The popular jazz club, Bal Blomet leads the public and artists in the footsteps of the great figures who have frequented it from Man Ray to Ernest Heningway.
A generation eager for distractions
The Bal Blomet adventure began in 1924. Jean Rézard de Wouves, West Indian candidate for deputy, set up his campaign headquarters at 33, rue Blomet, in an 18th century house converted into a wine trade and then into a cabaret under the name of ” Bal Blomet”. To attract and retain the meager audience at his political meetings, Jean Rézard, a better musician than orator, sat down at the piano and played the music of his Caribbean origins with great success. The generation of the Roaring Twenties is then eager for distractions on a background of music and dreams of a new world in reaction to the sufferings of the Great War. We are frantically passionate about new cultures and new aesthetics such as Surrealism, Dadaism, Jazz, Art Deco…

An exotic atmosphere
The artists of the Roaring Twenties frequented the Bal Blomet assiduously to enjoy the exotic atmosphere: we came across Joséphine Baker, Foujita, Calder, Maurice Chevalier, Mistinguett and the muse Kiki de Montparnasse accompanied by Man Ray.

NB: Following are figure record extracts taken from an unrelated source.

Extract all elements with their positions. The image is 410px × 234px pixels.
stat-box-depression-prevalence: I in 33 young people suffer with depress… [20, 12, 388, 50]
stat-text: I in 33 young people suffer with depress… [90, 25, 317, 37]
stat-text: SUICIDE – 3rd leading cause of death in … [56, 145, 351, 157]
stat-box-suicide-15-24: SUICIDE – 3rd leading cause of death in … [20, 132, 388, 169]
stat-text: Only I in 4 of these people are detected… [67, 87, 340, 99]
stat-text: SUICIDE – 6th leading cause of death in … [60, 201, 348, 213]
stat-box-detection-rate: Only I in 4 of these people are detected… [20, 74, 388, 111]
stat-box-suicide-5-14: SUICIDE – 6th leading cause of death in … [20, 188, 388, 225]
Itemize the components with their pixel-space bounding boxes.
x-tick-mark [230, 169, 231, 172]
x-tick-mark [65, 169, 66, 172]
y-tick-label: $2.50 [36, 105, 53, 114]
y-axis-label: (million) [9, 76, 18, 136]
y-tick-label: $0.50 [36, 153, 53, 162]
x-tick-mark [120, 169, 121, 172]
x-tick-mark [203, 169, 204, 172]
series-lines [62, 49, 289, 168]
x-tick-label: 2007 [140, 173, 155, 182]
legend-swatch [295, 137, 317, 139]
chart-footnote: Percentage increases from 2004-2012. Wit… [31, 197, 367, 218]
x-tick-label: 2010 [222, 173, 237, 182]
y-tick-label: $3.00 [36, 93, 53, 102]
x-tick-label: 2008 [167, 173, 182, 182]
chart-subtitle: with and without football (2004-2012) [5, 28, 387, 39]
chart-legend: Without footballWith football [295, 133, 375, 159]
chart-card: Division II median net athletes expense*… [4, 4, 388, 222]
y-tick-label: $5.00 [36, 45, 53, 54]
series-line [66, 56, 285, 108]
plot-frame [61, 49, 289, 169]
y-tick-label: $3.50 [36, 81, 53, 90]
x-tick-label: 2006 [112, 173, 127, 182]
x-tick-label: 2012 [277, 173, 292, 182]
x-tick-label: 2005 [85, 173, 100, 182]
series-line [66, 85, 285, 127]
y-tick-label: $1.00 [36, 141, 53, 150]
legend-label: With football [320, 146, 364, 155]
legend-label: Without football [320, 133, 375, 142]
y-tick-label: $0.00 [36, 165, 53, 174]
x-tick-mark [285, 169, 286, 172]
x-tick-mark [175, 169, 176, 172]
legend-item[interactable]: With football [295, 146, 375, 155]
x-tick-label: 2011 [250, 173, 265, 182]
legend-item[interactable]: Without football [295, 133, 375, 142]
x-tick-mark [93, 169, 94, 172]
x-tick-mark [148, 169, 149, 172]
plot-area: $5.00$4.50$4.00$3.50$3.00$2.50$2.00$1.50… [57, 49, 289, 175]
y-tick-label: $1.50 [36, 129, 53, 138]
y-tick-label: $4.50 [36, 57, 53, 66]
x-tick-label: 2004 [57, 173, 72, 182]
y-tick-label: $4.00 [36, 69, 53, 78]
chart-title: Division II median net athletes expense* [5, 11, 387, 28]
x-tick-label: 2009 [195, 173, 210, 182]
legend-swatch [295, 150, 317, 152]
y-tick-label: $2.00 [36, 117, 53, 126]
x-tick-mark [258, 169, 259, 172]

American writers Ernest Hemingway, Francis Scott Fitzgerald, Henry Miller, meet there. The artists of 45 rue Blomet Joan Miro, André Masson, Francis Picabia, Robert Desnos and his surrealist friends meet Mondrian, an excellent dancer, or Kees van Dongen there. The Prince of Wales escapes from an official ceremony to slum it and offers generous tips to the musicians.

A concert hall dedicated to jazz
Threatened with extinction, the elected representatives of the West Indies mobilized in 2010 to safeguard this testimony to the past. It was the crush of Guillaume Cornut, a former London trader and amateur pianist, who finally made it possible to bring this emblematic place of history back to life. The reopening took place in 2017. Renovated in a cabaret spirit, the establishment is composed of a concert hall mainly dedicated to jazz.